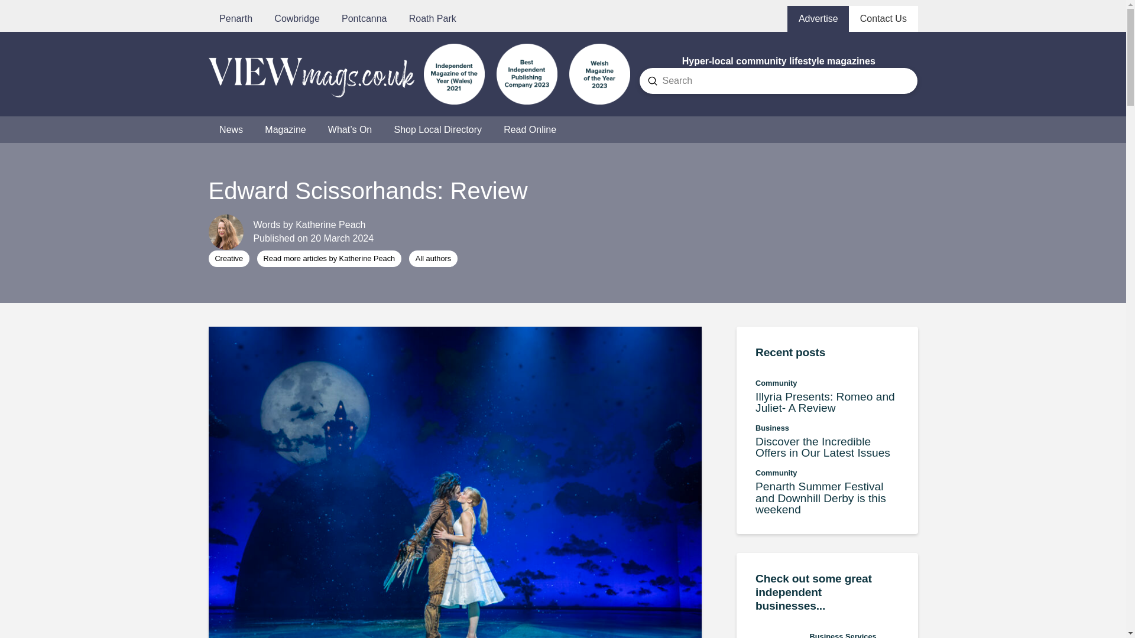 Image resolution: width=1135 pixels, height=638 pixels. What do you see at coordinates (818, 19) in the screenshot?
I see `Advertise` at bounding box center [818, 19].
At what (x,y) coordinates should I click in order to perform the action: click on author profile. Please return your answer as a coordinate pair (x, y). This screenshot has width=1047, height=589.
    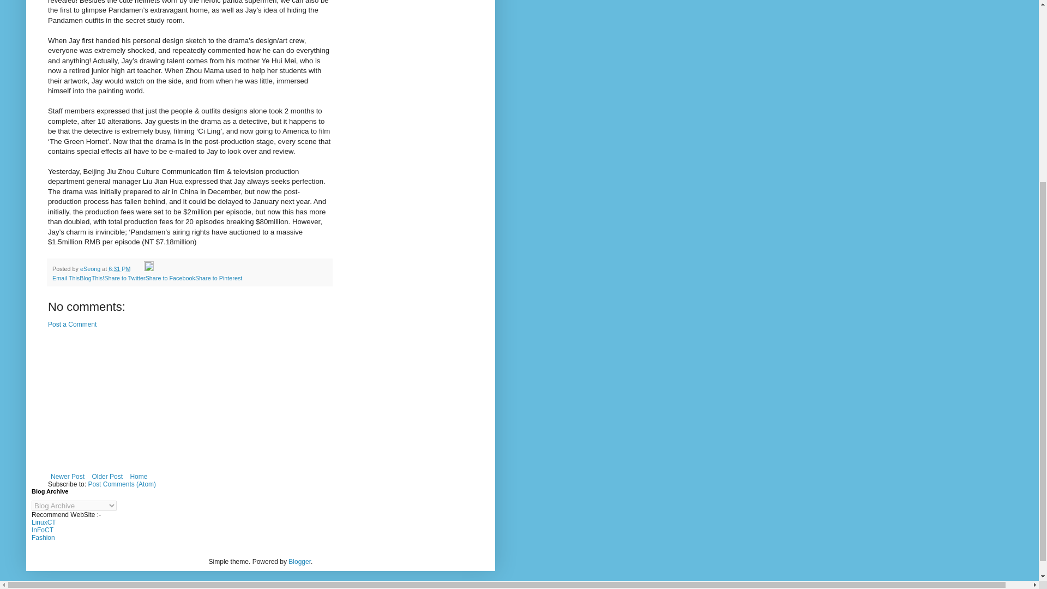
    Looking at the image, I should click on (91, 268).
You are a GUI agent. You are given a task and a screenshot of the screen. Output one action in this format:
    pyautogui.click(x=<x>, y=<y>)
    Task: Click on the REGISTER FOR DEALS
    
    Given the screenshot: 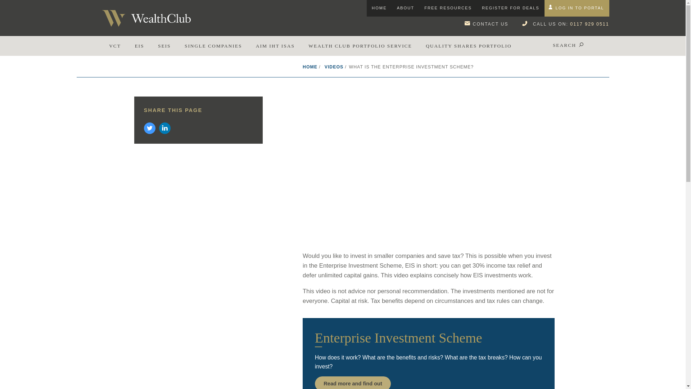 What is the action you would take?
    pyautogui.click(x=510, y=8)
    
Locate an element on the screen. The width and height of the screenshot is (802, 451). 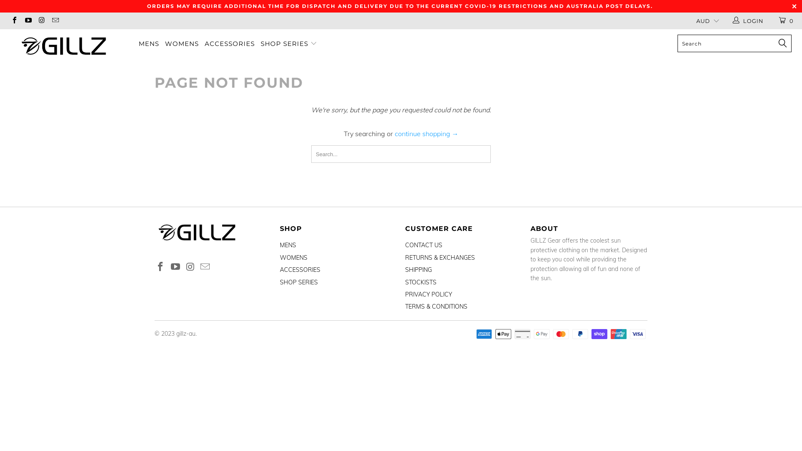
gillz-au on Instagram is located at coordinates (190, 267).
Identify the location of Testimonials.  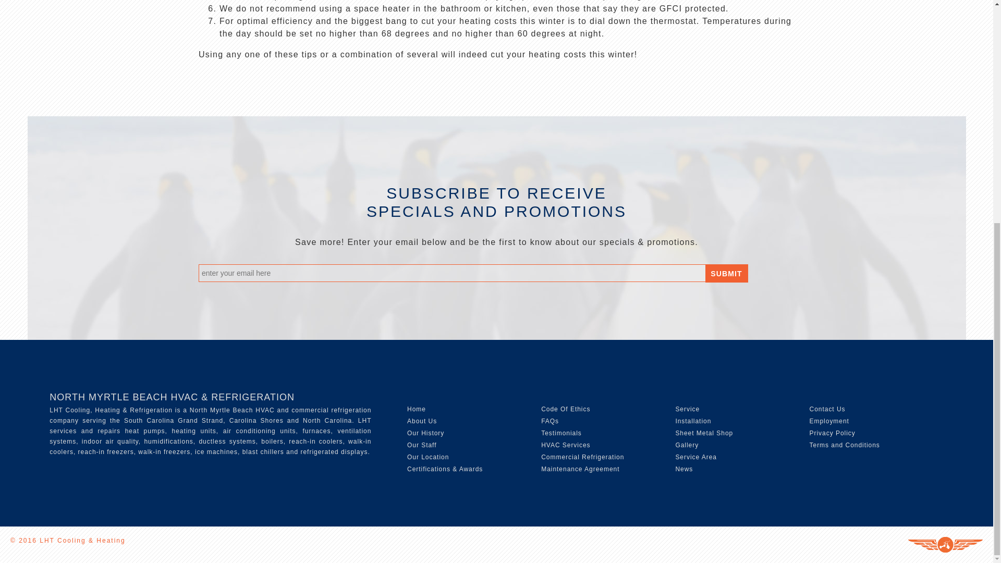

************

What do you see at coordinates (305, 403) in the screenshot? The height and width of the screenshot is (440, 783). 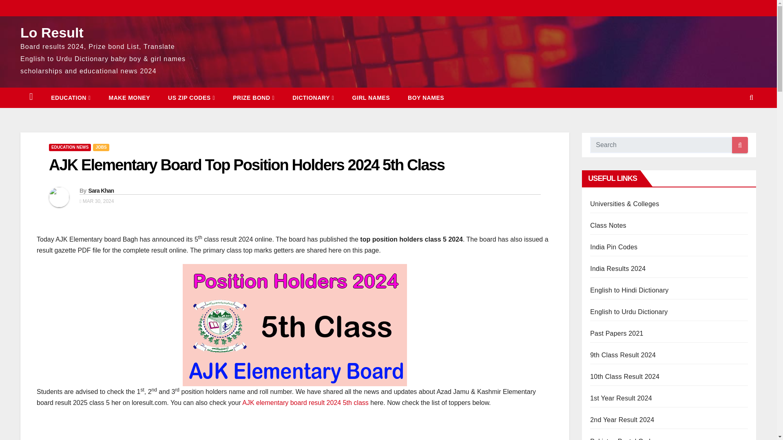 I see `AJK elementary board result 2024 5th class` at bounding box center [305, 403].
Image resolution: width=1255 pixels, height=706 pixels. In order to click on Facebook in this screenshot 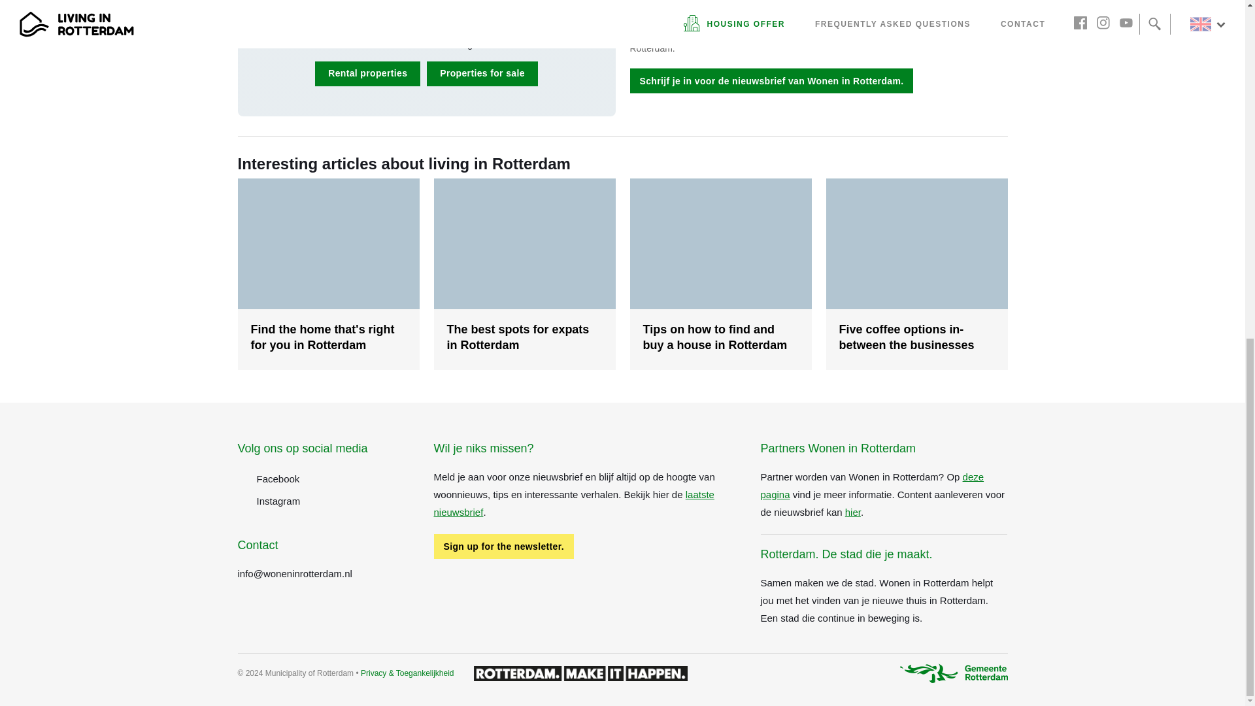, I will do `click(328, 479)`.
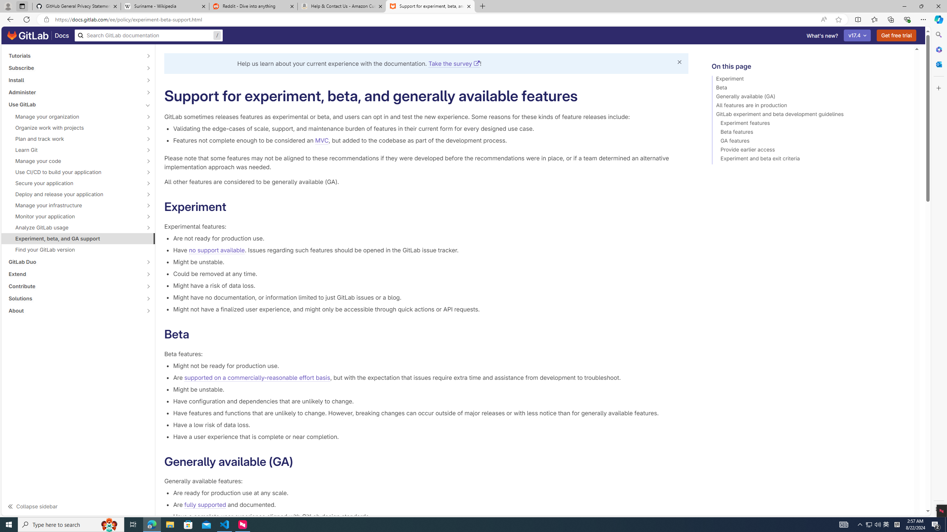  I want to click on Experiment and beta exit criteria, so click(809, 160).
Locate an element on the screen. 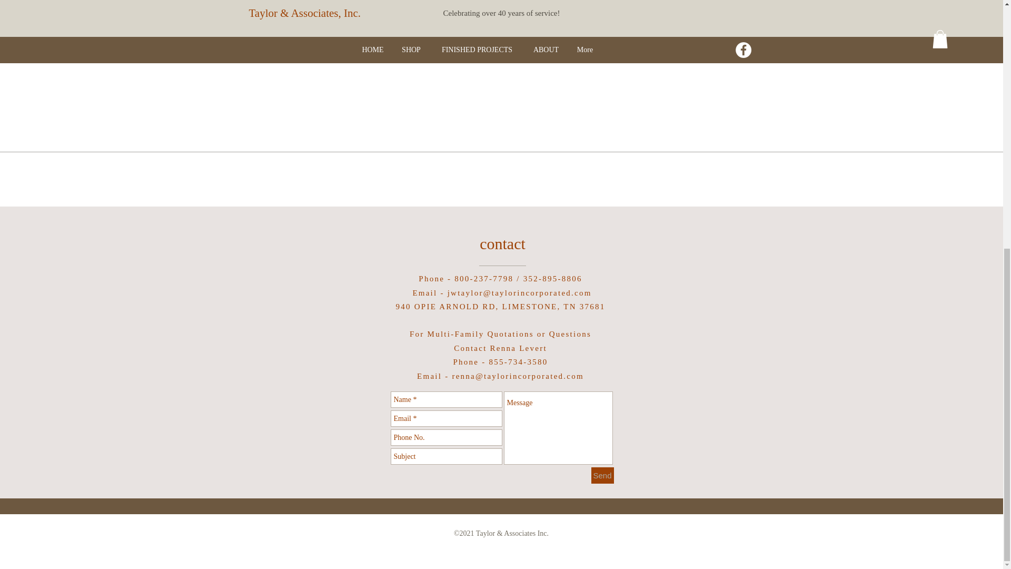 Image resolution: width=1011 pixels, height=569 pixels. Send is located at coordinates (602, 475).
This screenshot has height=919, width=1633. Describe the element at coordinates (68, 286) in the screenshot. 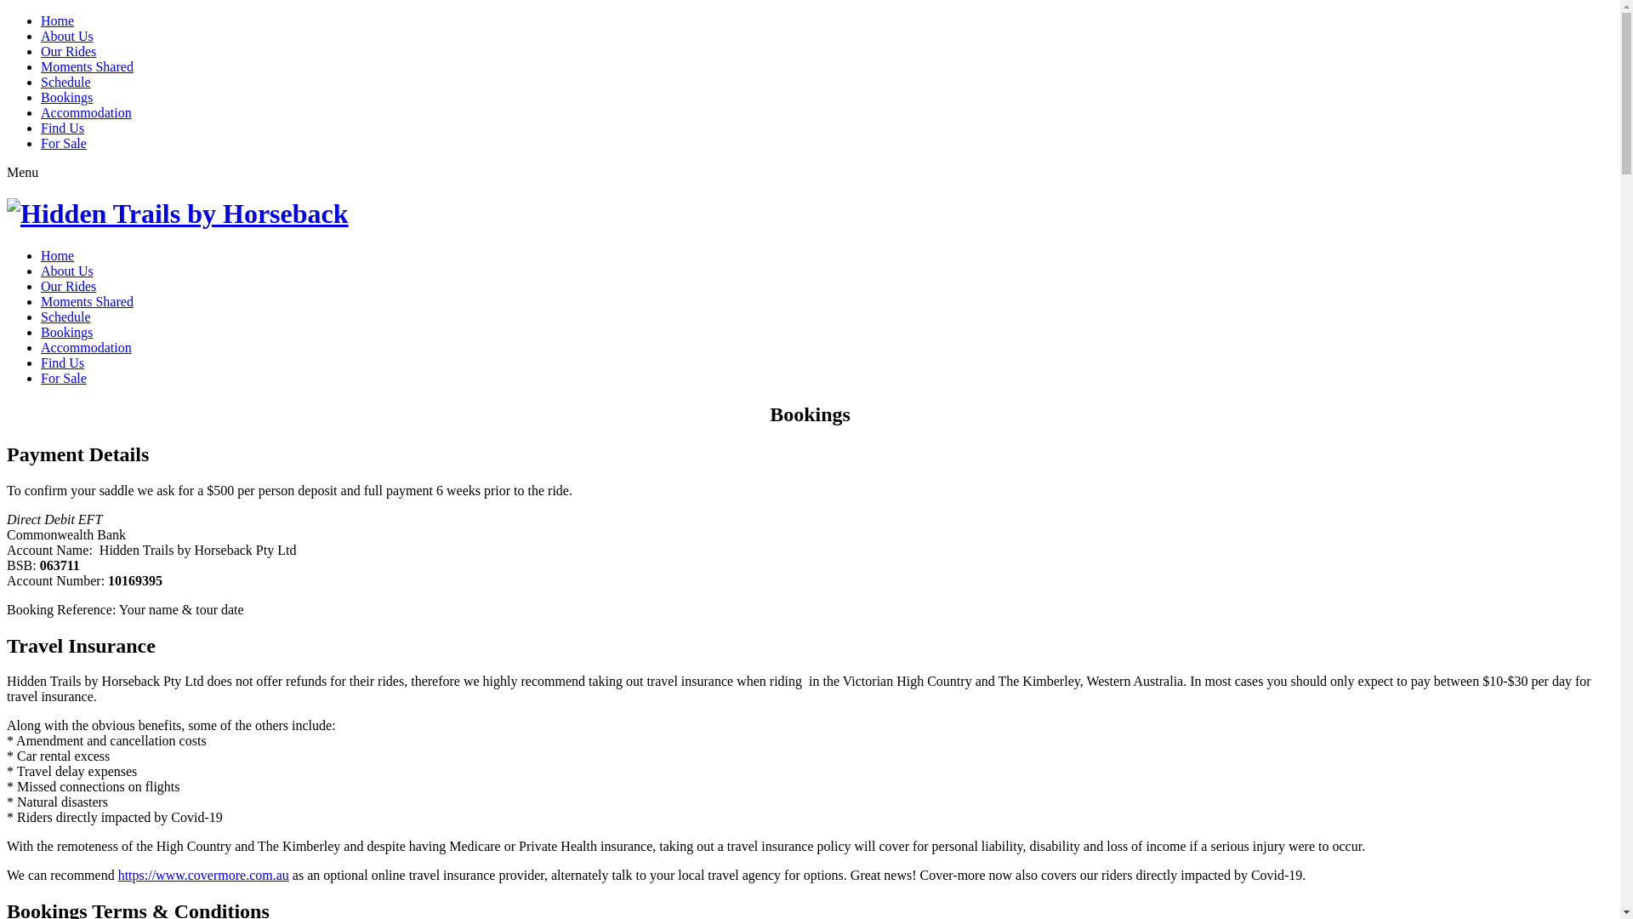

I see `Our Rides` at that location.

************

(Task prompt):
For this exercise, set down the lines in the entries above from the one with "At what (x,y)" through the one with "pyautogui.click(x=<x>, y=<y>)" exactly as written, without any pictures.

(Answer to this exercise):
At what (x,y) coordinates should I click in order to perform the action: click on author profile. Please return your answer as a coordinate pair (x, y). This screenshot has width=1047, height=589.
    Looking at the image, I should click on (91, 268).
You are a GUI agent. You are given a task and a screenshot of the screen. Output one action in this format:
    pyautogui.click(x=<x>, y=<y>)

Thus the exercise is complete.